Print the data exactly. Omit the pictures.

====== RECORDS

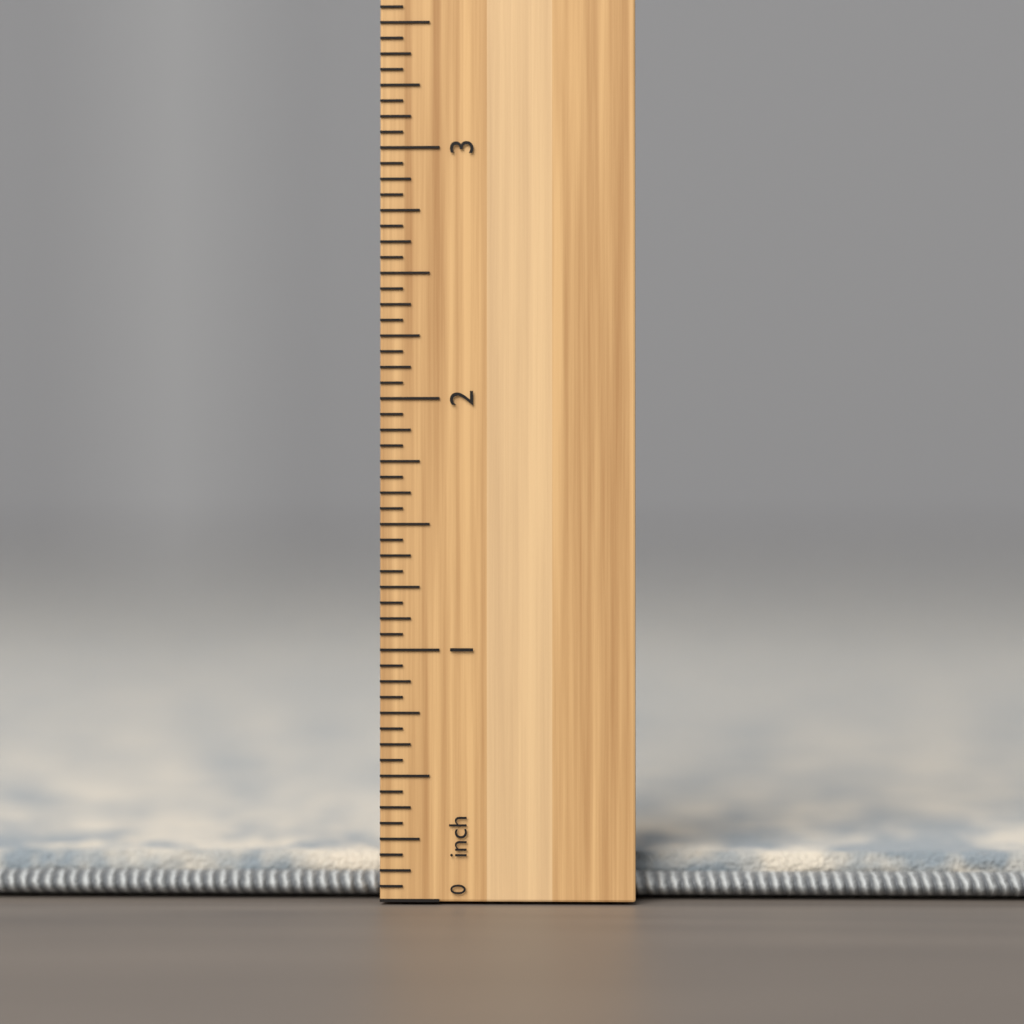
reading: 0.1875 inch
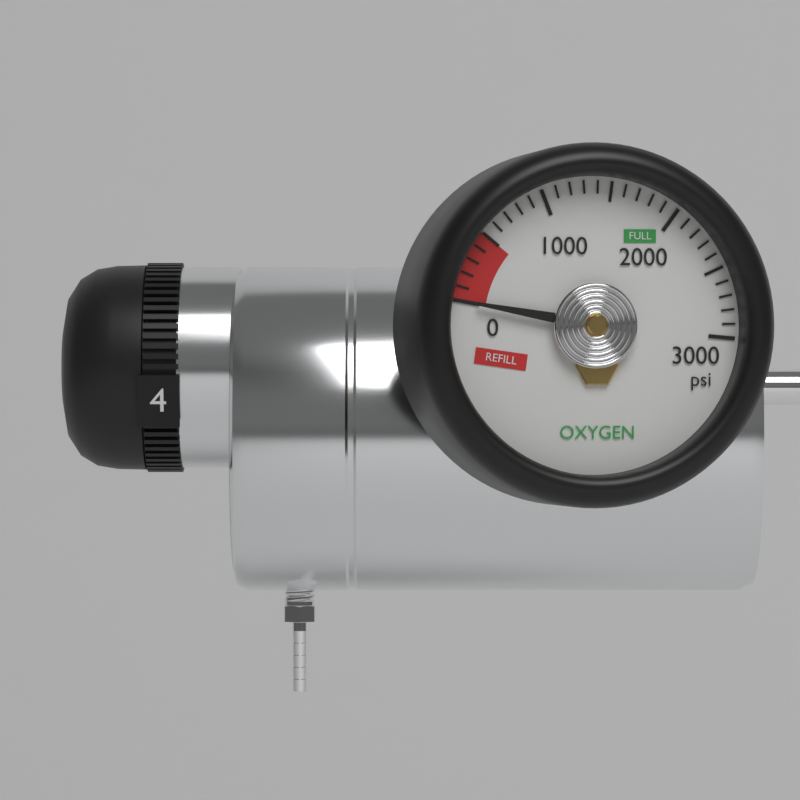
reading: 0 psi
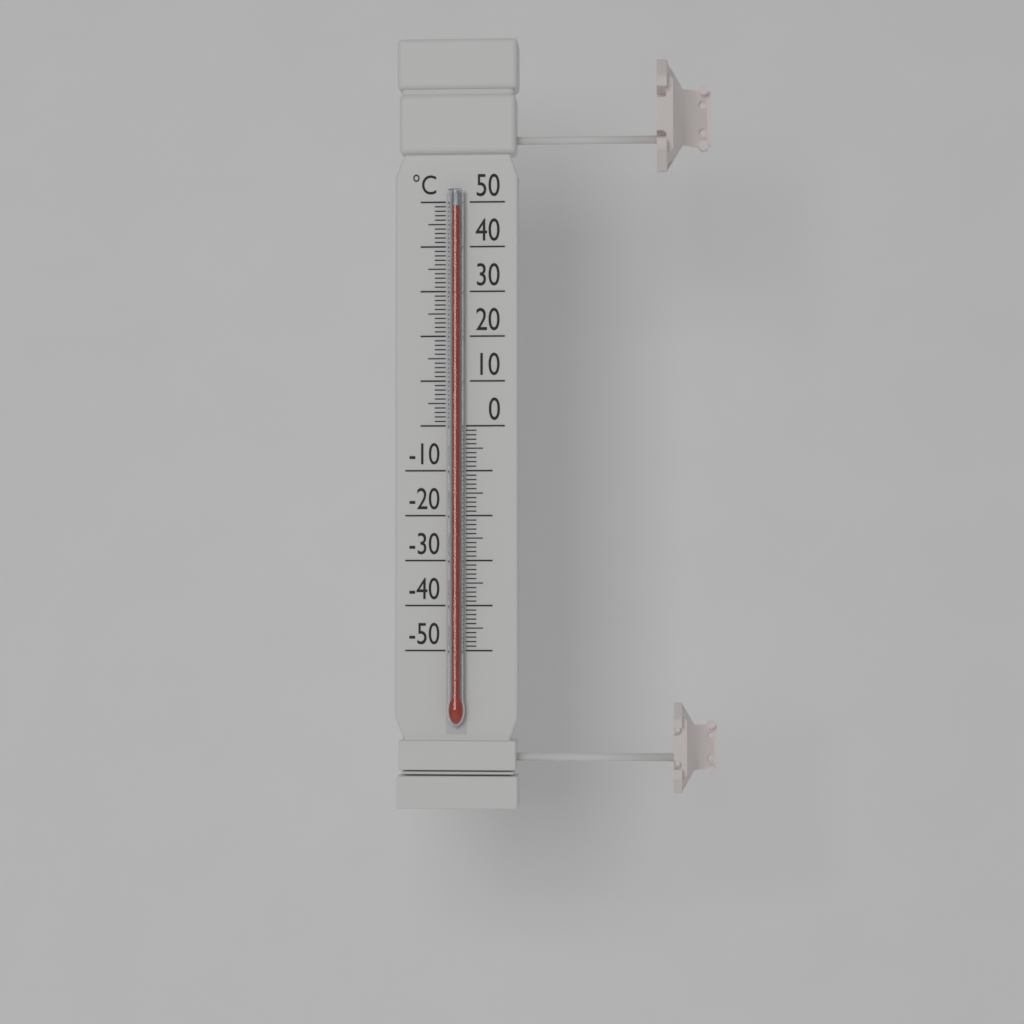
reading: 49 °C
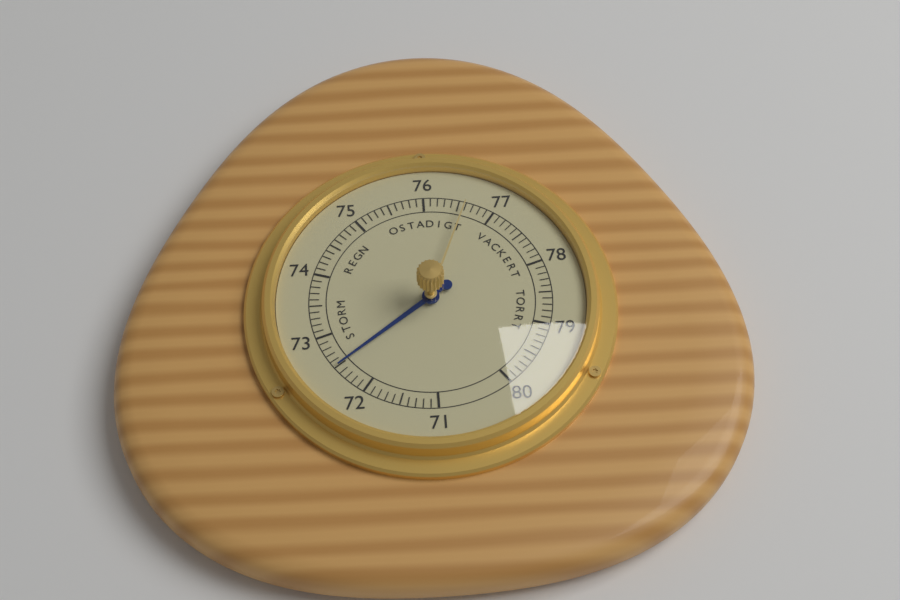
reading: 72.5 (no unit)
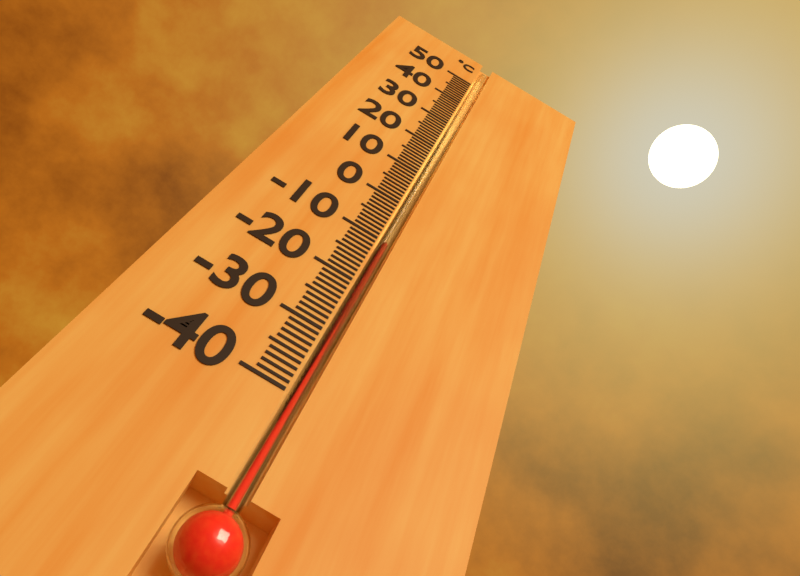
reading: -10 °C
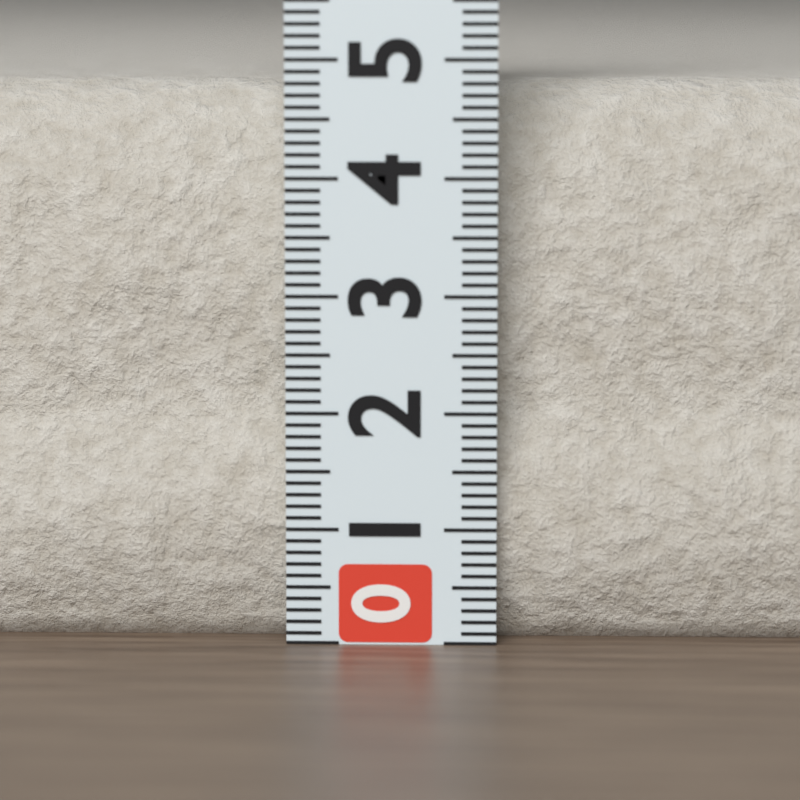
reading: 4.8 (no unit)
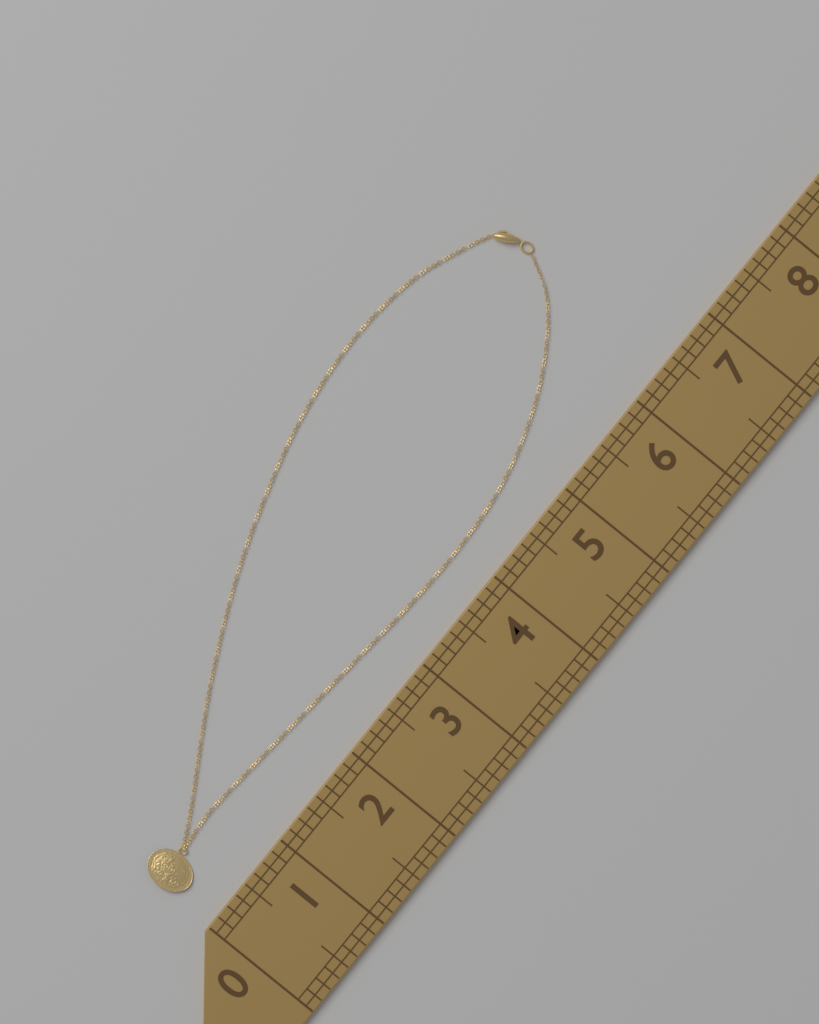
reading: 6.500 (no unit)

============

### [ANSWER TO THE PROBLEM]
reading: 0.1875 inch
reading: 0 psi
reading: 49 °C
reading: 72.5 (no unit)
reading: -10 °C
reading: 4.8 (no unit)
reading: 6.500 (no unit)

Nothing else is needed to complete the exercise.